In this assignment, you are going to write a program that converts a color image to grayscale image. Your program reads in an image in PPM format, converts each pixel's color data to grayscale, then writes them to an output PPM image file.
Unfortunately, Windows operating systems cannot open PPM images directly (Macintosh can). The link below is an online PPM image viewer. You can use it to see your PPM files as images. http://paulcuth.me.uk/netpbm-viewer
In order to see the ppm values, click the ppm link and hit download or view raw. It will show all the text values.
Your program reads in a PPM image file as input (filename: colorImage.ppm). PPM is an image format which uses text to represent images. Please see an example below.
In PPM images, each pixel's color is the combination of 3 values, red, green, and blue. Each value is an integer between 0 and 255. This way to represent the color of a pixel is called RGB Color.
In the first line, the "P3" is a "magic constant" identifying this file as a PPM image. The second line contains 2 integers, which represent the dimensions of the image. In the example above, the image has 800 pixels per row and 600 rows. The third line contains a single integer, which represents the color depth. In the example above, the red, green, and blue values for each pixel range from 0 to 255.

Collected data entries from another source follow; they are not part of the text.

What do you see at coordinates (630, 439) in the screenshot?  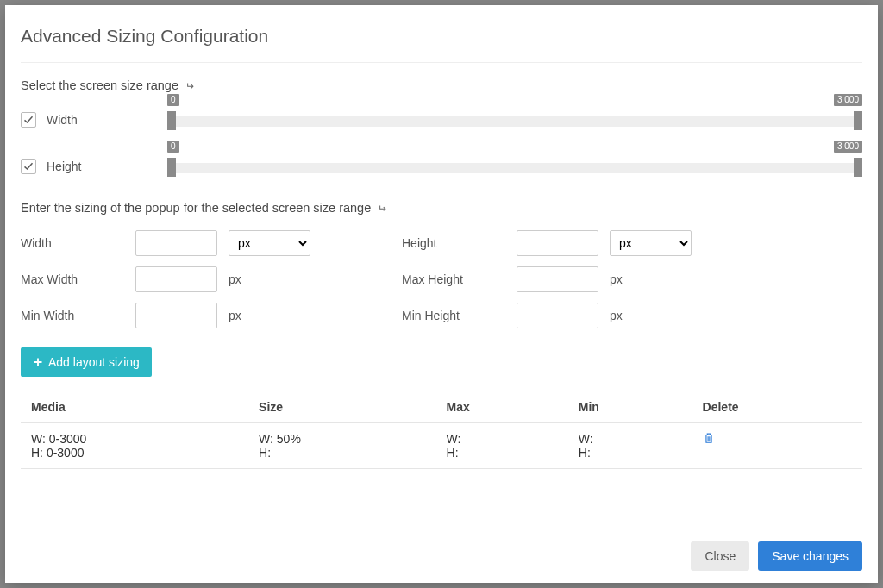 I see `min-w: W:` at bounding box center [630, 439]. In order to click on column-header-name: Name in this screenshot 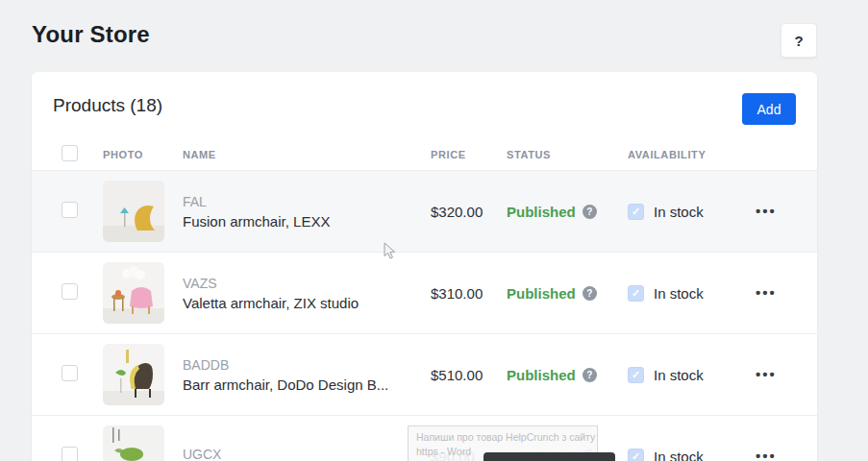, I will do `click(307, 155)`.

Starting from the next line, data of the colors of pixels are listed, which is in the row-major order: red value of the first pixel, green value of the first pixel, blue value of the first pixel, red value of the second pixel, green value of the second pixel, blue value of the second pixel, and so on. All values are separated by whitespaces. Please note that the PPM standard does not require line breaks any place in particular (or at all); spaces, tabs, or newlines, in any combination, can separate items. In this assignment, the input image uses line breaks to separate data, one color value per line.
In this assignment, you cannot assume (or guess) the dimensions of the input image. In other words, no matter it is a 50-by-50 image or 2560-by-1440 image, your program should correctly process it and generate correct output image.